PRESS RELEASE
General To Lam’s Visit to the United States: An Affront to Peace Amid Escalating Transnational Repression by the Vietnamese Government
February 19, 2026
On the occasion of To Lam’s visit to the United States to attend the launch meeting of the Board of Peace, Viet Tan calls on governments not to legitimize the authoritarian consolidation underway in Vietnam.
Since assuming the position of General Secretary of the Communist Party of Vietnam, To Lam has centralized power in the hands of the security apparatus, entrenching a police-state model marked by pervasive surveillance, criminalization of dissent, and the expansion of repression beyond Vietnam’s borders.
In December 2025, exiled Vietnamese activists Le Trung Khoa and Nguyen Van Dai were each sentenced in absentia to 17 years in prison. These convictions are part of a deliberate strategy to intimidate and silence critics living abroad.
More alarmingly, Vietnamese authorities formally requested that German law enforcement arrest and extradite both activists to Vietnam.

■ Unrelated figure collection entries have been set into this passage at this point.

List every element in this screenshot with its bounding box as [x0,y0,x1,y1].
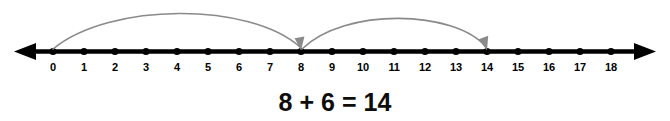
tick-label-7: 7 [267,62,273,73]
tick-label-18: 18 [605,62,617,73]
equation-addend-1: 8 [279,88,293,116]
tick-label-4: 4 [174,62,180,73]
tick-label-2: 2 [112,62,118,73]
tick-label-12: 12 [419,62,431,73]
equation-addend-2: 6 [321,88,335,116]
tick-label-0: 0 [50,62,56,73]
right-arrowhead-icon [634,43,656,60]
number-line-figure: 0 1 2 3 4 5 6 7 8 9 10 11 12 13 14 15 16… [0,0,670,121]
tick-label-14: 14 [481,62,493,73]
jump-arc-second [302,18,486,49]
tick-label-1: 1 [81,62,87,73]
jump-arc-first [53,13,300,49]
equation-operator-equals: = [335,88,364,116]
tick-label-13: 13 [450,62,462,73]
equation-operator-plus: + [292,88,321,116]
equation-text: 8+6=14 [279,90,392,115]
tick-dot [173,48,180,55]
tick-label-8: 8 [298,62,304,73]
tick-dot [142,48,149,55]
tick-label-11: 11 [388,62,399,73]
tick-dot [266,48,273,55]
tick-dot [607,48,614,55]
tick-dot [390,48,397,55]
tick-label-16: 16 [543,62,555,73]
tick-dot [204,48,211,55]
tick-label-3: 3 [143,62,149,73]
tick-label-15: 15 [512,62,524,73]
tick-dot [576,48,583,55]
tick-dot [359,48,366,55]
tick-label-6: 6 [236,62,242,73]
tick-label-9: 9 [329,62,335,73]
tick-dot [421,48,428,55]
tick-label-10: 10 [357,62,369,73]
tick-dot [111,48,118,55]
jump-arc-second-arrowhead-icon [479,36,488,51]
tick-dot [235,48,242,55]
tick-dot [452,48,459,55]
tick-label-5: 5 [205,62,211,73]
tick-dot [514,48,521,55]
equation-sum: 14 [364,88,392,116]
tick-dot [328,48,335,55]
equation: 8+6=14 [0,84,670,121]
tick-dot [80,48,87,55]
tick-label-17: 17 [574,62,586,73]
left-arrowhead-icon [14,43,36,60]
tick-dot [545,48,552,55]
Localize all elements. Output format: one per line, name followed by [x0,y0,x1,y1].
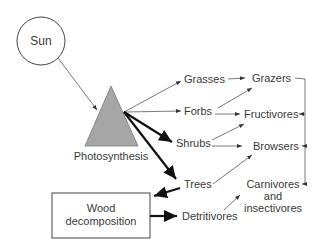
edge-grasses-grazers [228,78,245,79]
grasses-label: Grasses [184,73,225,85]
fructivores-label: Fructivores [244,108,298,120]
carnivores-label-line1: Carnivores [240,178,306,190]
wood-label-line2: decomposition [52,215,150,227]
trees-label: Trees [184,178,212,190]
sun-label: Sun [17,35,65,47]
edge-trees-wood [154,188,180,196]
edge-sun-photosynthesis [58,58,97,110]
edge-photo-grasses [124,81,181,112]
bracket-line [302,79,305,184]
photosynthesis-label: Photosynthesis [66,150,156,162]
edge-photo-forbs [124,111,181,112]
shrubs-label: Shrubs [176,137,211,149]
grazers-label: Grazers [252,72,291,84]
forbs-label: Forbs [184,105,212,117]
edge-grazers-bracket [295,78,305,79]
edge-detritivores-carnivores [224,195,240,210]
browsers-label: Browsers [253,140,299,152]
edge-forbs-grazers [218,88,252,108]
wood-label-line1: Wood [52,202,150,214]
detritivores-label: Detritivores [182,210,238,222]
edge-shrubs-fructivores [212,124,244,140]
carnivores-label-line3: insectivores [240,202,306,214]
carnivores-label-line2: and [240,190,306,202]
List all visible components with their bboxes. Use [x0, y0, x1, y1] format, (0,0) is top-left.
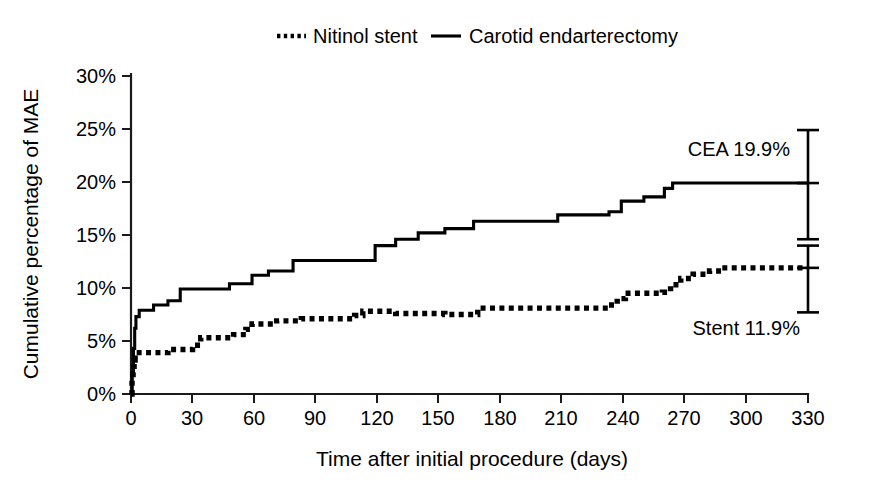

Berlin refused, consistent with its obligations to protect fundamental rights and asylum seekers. This attempt illustrates the willingness of To Lam’s regime to project its repression into democratic jurisdictions.
Vietnam under To Lam has also intensified online censorship. Numerous Facebook pages providing independent reporting have been blocked for users inside Vietnam following demands on Meta from Vietnamese authorities.
Hanoi’s pressure on an American technology company to comply with censorship orders is part of a broader effort to suffocate independent civic space as well as undertake unfair trade practices. When a foreign government pressures Meta to remove political content, or have its entire platform affected, the Trump administration needs to take action.
General To Lam’s participation in an initiative branded as the Board of Peace stands in stark contrast to the realities in Vietnam: arbitrary arrests, political convictions, digital repression, and attempts to extradite peaceful activists from abroad.
True peace cannot be built on fear, censorship, and the criminalization of dissent. It rests on the rule of law, protection of fundamental freedoms, and accountability of those in power.